Rather than directly replying, Michaud gets right to business. “Anything to that thing?”

“If there is, it’s buried in the data. Which the army of lawyers at Hang Seng is not in the least willing to share.”

“So that’s that, then.”

Sobieski pauses. Either an animal has been wounded in close proximity to Michaud or someone who should be forbidden from coming within ten feet of a microphone is singing: “I’m a cowboyyy, on a steel horse I ride . . .”

“Obviously,” Michaud says, “you’re thinking there’s something else.”

“Well, sort of.” She tells him about the martini on the counter, the restaurant page on Patrick Lau’s phone, Lau’s recent social and financial history, and about the way that Emily Cheng looked downward after her final question. “The guy absolutely made some money today.”

“Well, those things happen in the financial industry.

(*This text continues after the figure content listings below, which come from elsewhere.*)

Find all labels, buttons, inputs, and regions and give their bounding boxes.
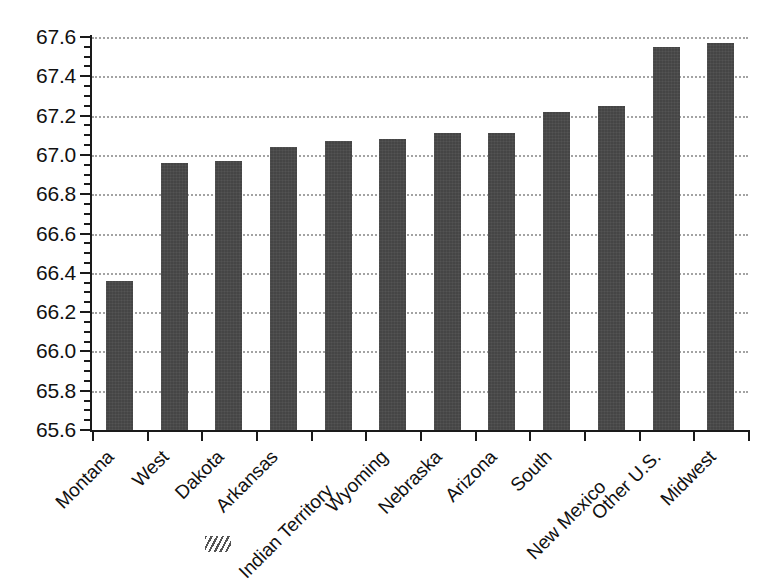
- y-tick-minor: [84, 400, 90, 402]
- y-tick-label: 66.8: [2, 183, 76, 204]
- y-tick-minor: [84, 134, 90, 136]
- x-tick: [475, 432, 477, 441]
- x-axis-label: Montana: [52, 446, 119, 513]
- bar: [379, 139, 406, 430]
- x-tick: [420, 432, 422, 441]
- gridline: [92, 155, 748, 157]
- y-tick-label: 67.0: [2, 144, 76, 165]
- y-tick-minor: [84, 262, 90, 264]
- y-tick-major: [80, 390, 90, 392]
- y-tick-label: 65.6: [2, 419, 76, 440]
- y-tick-label: 66.6: [2, 223, 76, 244]
- y-tick-minor: [84, 380, 90, 382]
- x-tick: [92, 432, 94, 441]
- x-axis-label: West: [128, 446, 174, 492]
- y-tick-label: 67.2: [2, 105, 76, 126]
- y-tick-minor: [84, 65, 90, 67]
- y-tick-minor: [84, 124, 90, 126]
- y-tick-major: [80, 154, 90, 156]
- y-tick-minor: [84, 360, 90, 362]
- x-axis-label: Midwest: [656, 446, 720, 510]
- gridline: [92, 76, 748, 78]
- y-tick-minor: [84, 419, 90, 421]
- x-axis-label: Arizona: [441, 446, 502, 507]
- y-tick-label: 65.8: [2, 380, 76, 401]
- y-tick-minor: [84, 223, 90, 225]
- y-tick-label: 67.4: [2, 65, 76, 86]
- y-tick-label: 66.0: [2, 340, 76, 361]
- x-tick: [693, 432, 695, 441]
- y-tick-minor: [84, 183, 90, 185]
- y-tick-minor: [84, 331, 90, 333]
- bar-chart: 67.667.467.267.066.866.666.466.266.065.8…: [0, 0, 780, 582]
- gridline: [92, 116, 748, 118]
- gridline: [92, 391, 748, 393]
- y-tick-minor: [84, 370, 90, 372]
- gridline: [92, 194, 748, 196]
- y-tick-minor: [84, 282, 90, 284]
- y-tick-major: [80, 311, 90, 313]
- y-tick-major: [80, 75, 90, 77]
- bar: [270, 147, 297, 430]
- bar: [325, 141, 352, 430]
- scan-artifact: [205, 536, 231, 552]
- x-tick: [584, 432, 586, 441]
- y-tick-minor: [84, 321, 90, 323]
- y-tick-minor: [84, 213, 90, 215]
- x-axis-label: South: [506, 446, 556, 496]
- y-tick-minor: [84, 203, 90, 205]
- y-tick-major: [80, 115, 90, 117]
- y-tick-major: [80, 429, 90, 431]
- x-tick: [365, 432, 367, 441]
- y-tick-minor: [84, 46, 90, 48]
- y-tick-major: [80, 272, 90, 274]
- bar: [434, 133, 461, 430]
- gridline: [92, 351, 748, 353]
- y-tick-major: [80, 36, 90, 38]
- x-tick: [256, 432, 258, 441]
- y-tick-minor: [84, 144, 90, 146]
- y-tick-major: [80, 233, 90, 235]
- bar: [161, 163, 188, 430]
- x-tick: [311, 432, 313, 441]
- x-tick: [201, 432, 203, 441]
- x-tick: [529, 432, 531, 441]
- y-tick-minor: [84, 409, 90, 411]
- gridline: [92, 37, 748, 39]
- bar: [598, 106, 625, 430]
- plot-area: [92, 37, 748, 430]
- gridline: [92, 312, 748, 314]
- y-tick-major: [80, 350, 90, 352]
- y-tick-minor: [84, 95, 90, 97]
- y-tick-label: 67.6: [2, 26, 76, 47]
- y-tick-minor: [84, 56, 90, 58]
- x-tick: [147, 432, 149, 441]
- x-tick: [748, 432, 750, 441]
- bar: [215, 161, 242, 430]
- bar: [707, 43, 734, 430]
- y-tick-minor: [84, 105, 90, 107]
- y-tick-minor: [84, 164, 90, 166]
- gridline: [92, 234, 748, 236]
- y-tick-minor: [84, 341, 90, 343]
- bar: [488, 133, 515, 430]
- x-tick: [639, 432, 641, 441]
- y-tick-label: 66.2: [2, 301, 76, 322]
- y-tick-minor: [84, 242, 90, 244]
- y-tick-minor: [84, 252, 90, 254]
- x-axis-label: Indian Territory: [235, 480, 338, 582]
- y-tick-minor: [84, 291, 90, 293]
- gridline: [92, 273, 748, 275]
- bar: [653, 47, 680, 430]
- y-tick-minor: [84, 174, 90, 176]
- y-tick-minor: [84, 85, 90, 87]
- y-tick-minor: [84, 301, 90, 303]
- bar: [543, 112, 570, 430]
- y-tick-major: [80, 193, 90, 195]
- y-tick-label: 66.4: [2, 262, 76, 283]
- bar: [106, 281, 133, 430]
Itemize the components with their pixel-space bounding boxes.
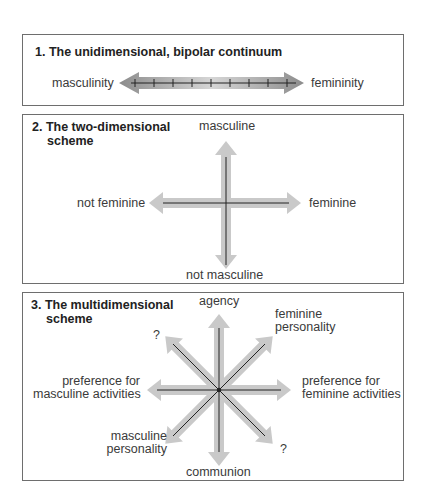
not-feminine-label: not feminine: [77, 196, 145, 210]
masculine-personality-label-2: personality: [87, 442, 167, 456]
pref-masculine-label-1: preference for: [62, 374, 140, 388]
communion-label: communion: [186, 465, 251, 479]
feminine-label: feminine: [309, 196, 356, 210]
pref-feminine-label-2: feminine activities: [302, 387, 401, 401]
top-left-question-label: ?: [153, 328, 160, 342]
agency-label: agency: [199, 294, 239, 308]
not-masculine-label: not masculine: [186, 268, 263, 282]
masculine-label: masculine: [199, 119, 255, 133]
feminine-personality-label-2: personality: [275, 320, 335, 334]
panel-unidimensional: 1. The unidimensional, bipolar continuum…: [22, 34, 404, 106]
bipolar-arrow-icon: [23, 35, 405, 107]
panel-multidimensional: 3. The multidimensional scheme agency co…: [22, 292, 404, 481]
masculine-personality-label-1: masculine: [87, 429, 167, 443]
feminine-personality-label-1: feminine: [275, 307, 322, 321]
bottom-right-question-label: ?: [280, 442, 287, 456]
panel-two-dimensional: 2. The two-dimensional scheme masculine …: [22, 114, 404, 284]
pref-masculine-label-2: masculine activities: [33, 387, 140, 401]
pref-feminine-label-1: preference for: [302, 374, 380, 388]
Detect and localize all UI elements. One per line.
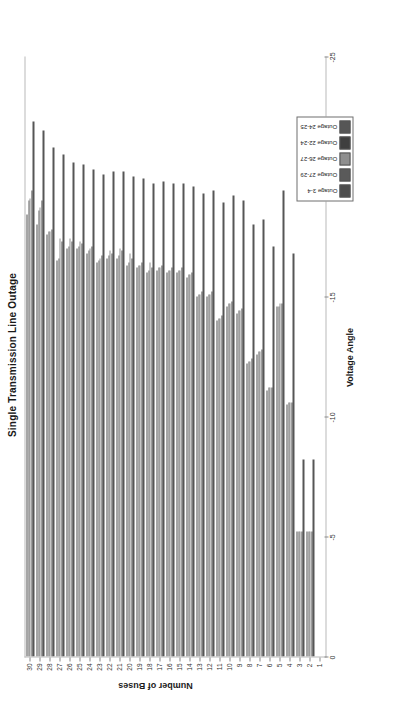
bar — [199, 294, 200, 656]
bar — [289, 402, 290, 656]
y-tick — [169, 657, 170, 661]
bar — [141, 262, 142, 656]
y-tick-label: 7 — [256, 663, 263, 667]
bar — [56, 260, 57, 656]
bar — [298, 531, 299, 656]
plot-area — [24, 56, 326, 657]
bar — [219, 318, 220, 656]
bar — [189, 274, 190, 656]
y-tick-label: 27 — [56, 663, 63, 670]
bar — [262, 219, 263, 656]
y-tick — [299, 657, 300, 661]
bar — [28, 200, 29, 656]
legend-item[interactable]: Outage 22-24 — [300, 136, 350, 149]
y-tick-label: 10 — [226, 663, 233, 670]
bar — [206, 296, 207, 656]
bar — [308, 531, 309, 656]
y-tick — [289, 657, 290, 661]
bar — [128, 262, 129, 656]
x-tick — [324, 416, 328, 417]
bar — [31, 190, 32, 656]
y-tick — [259, 657, 260, 661]
bar — [301, 531, 302, 656]
bar — [132, 176, 133, 656]
y-tick-label: 25 — [76, 663, 83, 670]
bar — [142, 178, 143, 656]
bar — [188, 274, 189, 656]
bar — [276, 306, 277, 656]
x-tick — [324, 536, 328, 537]
y-tick-label: 23 — [96, 663, 103, 670]
bar — [226, 306, 227, 656]
y-tick-label: 8 — [246, 663, 253, 667]
bar — [39, 207, 40, 656]
bar — [256, 354, 257, 656]
y-tick — [309, 657, 310, 661]
y-tick-label: 1 — [316, 663, 323, 667]
bar — [172, 183, 173, 656]
y-tick — [129, 657, 130, 661]
bar — [279, 303, 280, 656]
legend-item[interactable]: Outage 26-27 — [300, 152, 350, 165]
bar — [108, 255, 109, 656]
bar — [218, 318, 219, 656]
bar — [216, 320, 217, 656]
legend-item[interactable]: Outage 3-4 — [307, 184, 350, 197]
bar — [269, 387, 270, 656]
legend-swatch — [339, 184, 350, 197]
bar — [266, 390, 267, 656]
legend-label: Outage 26-27 — [300, 156, 337, 162]
bar — [258, 351, 259, 656]
legend-swatch — [339, 120, 350, 133]
bar — [121, 250, 122, 656]
y-tick-label: 16 — [166, 663, 173, 670]
bar — [81, 243, 82, 656]
bar — [89, 248, 90, 656]
y-tick — [239, 657, 240, 661]
legend[interactable]: Outage 3-4Outage 27-29Outage 26-27Outage… — [296, 116, 353, 201]
y-tick — [159, 657, 160, 661]
legend-label: Outage 24-25 — [300, 124, 337, 130]
y-tick — [219, 657, 220, 661]
bar — [246, 363, 247, 656]
y-tick-label: 13 — [196, 663, 203, 670]
bar — [38, 210, 39, 656]
legend-item[interactable]: Outage 27-29 — [300, 168, 350, 181]
bar — [76, 248, 77, 656]
y-tick — [49, 657, 50, 661]
y-tick-label: 14 — [186, 663, 193, 670]
y-tick — [199, 657, 200, 661]
y-tick-label: 11 — [216, 663, 223, 670]
y-tick — [189, 657, 190, 661]
bar — [88, 250, 89, 656]
bar — [69, 238, 70, 656]
screenshot-canvas: Single Transmission Line Outage 0-5-10-1… — [0, 0, 394, 709]
bar — [236, 313, 237, 656]
bar — [166, 272, 167, 656]
bar — [49, 231, 50, 656]
bar — [191, 272, 192, 656]
bar — [118, 255, 119, 656]
bar — [192, 186, 193, 656]
bar — [249, 361, 250, 656]
bar — [41, 200, 42, 656]
bar — [111, 253, 112, 656]
bar — [139, 265, 140, 656]
bar — [309, 531, 310, 656]
x-tick-label: 0 — [328, 655, 335, 659]
bar — [281, 303, 282, 656]
x-tick-label: -25 — [328, 52, 335, 62]
y-tick — [99, 657, 100, 661]
y-tick-label: 28 — [46, 663, 53, 670]
bar — [122, 171, 123, 656]
bar — [272, 246, 273, 656]
bar — [151, 267, 152, 656]
y-tick-label: 26 — [66, 663, 73, 670]
bar — [158, 267, 159, 656]
y-tick — [319, 657, 320, 661]
bar — [148, 270, 149, 656]
legend-item[interactable]: Outage 24-25 — [300, 120, 350, 133]
bar — [42, 130, 43, 656]
x-tick-label: -15 — [328, 292, 335, 302]
y-tick — [229, 657, 230, 661]
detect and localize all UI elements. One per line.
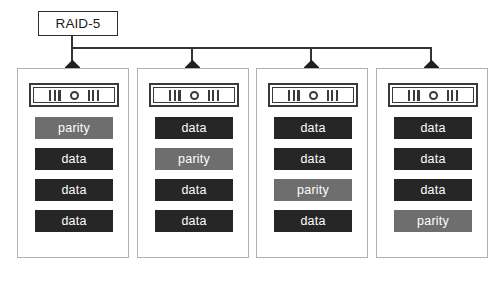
stripe-block-data[interactable]: data bbox=[35, 210, 113, 232]
stripe-list-disk-2: dataparitydatadata bbox=[155, 117, 233, 241]
disk-drive-icon bbox=[149, 83, 239, 107]
drive-vent-right-icon bbox=[88, 90, 100, 101]
disk-drive-glyph-row bbox=[408, 90, 458, 101]
raid-controller-label: RAID-5 bbox=[56, 17, 101, 31]
disk-drive-glyph-row bbox=[288, 90, 338, 101]
stripe-block-data[interactable]: data bbox=[35, 148, 113, 170]
stripe-block-parity[interactable]: parity bbox=[35, 117, 113, 139]
raid-controller-node[interactable]: RAID-5 bbox=[38, 11, 118, 36]
drive-led-icon bbox=[309, 91, 318, 100]
stripe-block-data[interactable]: data bbox=[274, 117, 352, 139]
stripe-block-data[interactable]: data bbox=[274, 210, 352, 232]
disk-panel-2[interactable]: dataparitydatadata bbox=[137, 68, 249, 258]
raid5-diagram: RAID-5 paritydatadatadatadataparitydatad… bbox=[0, 0, 502, 281]
disk-panel-4[interactable]: datadatadataparity bbox=[376, 68, 488, 258]
disk-drive-icon bbox=[388, 83, 478, 107]
disk-drive-glyph-row bbox=[169, 90, 219, 101]
drive-vent-left-icon bbox=[169, 90, 181, 101]
figure-caption bbox=[0, 273, 502, 281]
stripe-block-data[interactable]: data bbox=[394, 148, 472, 170]
stripe-block-data[interactable]: data bbox=[155, 179, 233, 201]
distribution-bus-line bbox=[71, 47, 432, 49]
stripe-block-data[interactable]: data bbox=[155, 210, 233, 232]
drive-vent-right-icon bbox=[208, 90, 220, 101]
stripe-block-parity[interactable]: parity bbox=[274, 179, 352, 201]
disk-panel-3[interactable]: datadataparitydata bbox=[256, 68, 368, 258]
drive-led-icon bbox=[190, 91, 199, 100]
drive-led-icon bbox=[70, 91, 79, 100]
drive-vent-right-icon bbox=[447, 90, 459, 101]
stripe-block-data[interactable]: data bbox=[274, 148, 352, 170]
disk-drive-glyph-row bbox=[49, 90, 99, 101]
disk-panel-1[interactable]: paritydatadatadata bbox=[17, 68, 129, 258]
stripe-block-parity[interactable]: parity bbox=[155, 148, 233, 170]
stripe-block-data[interactable]: data bbox=[394, 117, 472, 139]
stripe-list-disk-4: datadatadataparity bbox=[394, 117, 472, 241]
drive-vent-left-icon bbox=[288, 90, 300, 101]
stripe-block-parity[interactable]: parity bbox=[394, 210, 472, 232]
drive-vent-left-icon bbox=[49, 90, 61, 101]
stripe-block-data[interactable]: data bbox=[155, 117, 233, 139]
disk-drive-icon bbox=[29, 83, 119, 107]
drive-vent-right-icon bbox=[327, 90, 339, 101]
stripe-list-disk-3: datadataparitydata bbox=[274, 117, 352, 241]
stripe-list-disk-1: paritydatadatadata bbox=[35, 117, 113, 241]
stripe-block-data[interactable]: data bbox=[35, 179, 113, 201]
drive-led-icon bbox=[429, 91, 438, 100]
disk-drive-icon bbox=[268, 83, 358, 107]
stripe-block-data[interactable]: data bbox=[394, 179, 472, 201]
drive-vent-left-icon bbox=[408, 90, 420, 101]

And even if you’re right, and he made it illegally,” Michaud responds, “it sounds like it’s Hong Kong’s problem. Mo’s problem; not TFI’s.”

“Agreed. But Mo did ask us to take a closer look. And you wouldn’t have sent me if you didn’t think . . .”

“Okay, then. Run it. But you’ve got to promise: This is a murder investigation, big money. Who knows what level of scum. Russian mob scum. In-house bank scum. And it’s not a distinctly American thing. If this becomes something more than a numbers case . . . data . . . electronic paper trail . . . anything more than that . . . if it gets dangerous in any way, you pull back.”

“Right.”

“No reason to risk your life over some scumbag’s money.”

“Right,” Sobieski answers.

“Want me to make the call?”

“No, I got it.”

“Of course you do, Sobi. Always doing the right thing. Meantime, feel like coming downtown to do a little duet, maybe a little Captain and Tennille with me?”

“Who?”

“Ashford and Simpson?”

“I don’t follow.”

“Ike and Tina, with me as Tina?”

“Good night, Michaud.” She hangs up and looks out her window at the closed stalls of Stanley Market. Not the spectacular harbor view that Patrick Lau had, but in the daytime it pulses with tourists and vendors. Sobieski likes the energy and the kinetic vibe of the human interactions happening all around her. Even if, after two years on Hong Kong Island, she doesn’t know very many of the humans and a scant few of the interactions involve her.

She decides that in the morning, after she works out, she’ll visit the tech center and do a secure and thorough search on any recent activity at Hang Seng Bank. But for now she is content to fix a cup of Chinese chrysanthemum tea purchased yesterday at a market stall not a hundred feet from her front door and use her own laptop to conduct an informal midnight inquiry into the life and times of Patrick Lau.

Always doing the right thing.

Why? Because it’s more or less her job, and it keeps her out of trouble. But also because this stranger’s death has forced her to contemplate the parallel circumstances of her own life and a world where a single, good-looking, twenty-nine-year-old, allegedly successful financial expert can die alone in a Hong Kong apartment, and no one seems to care.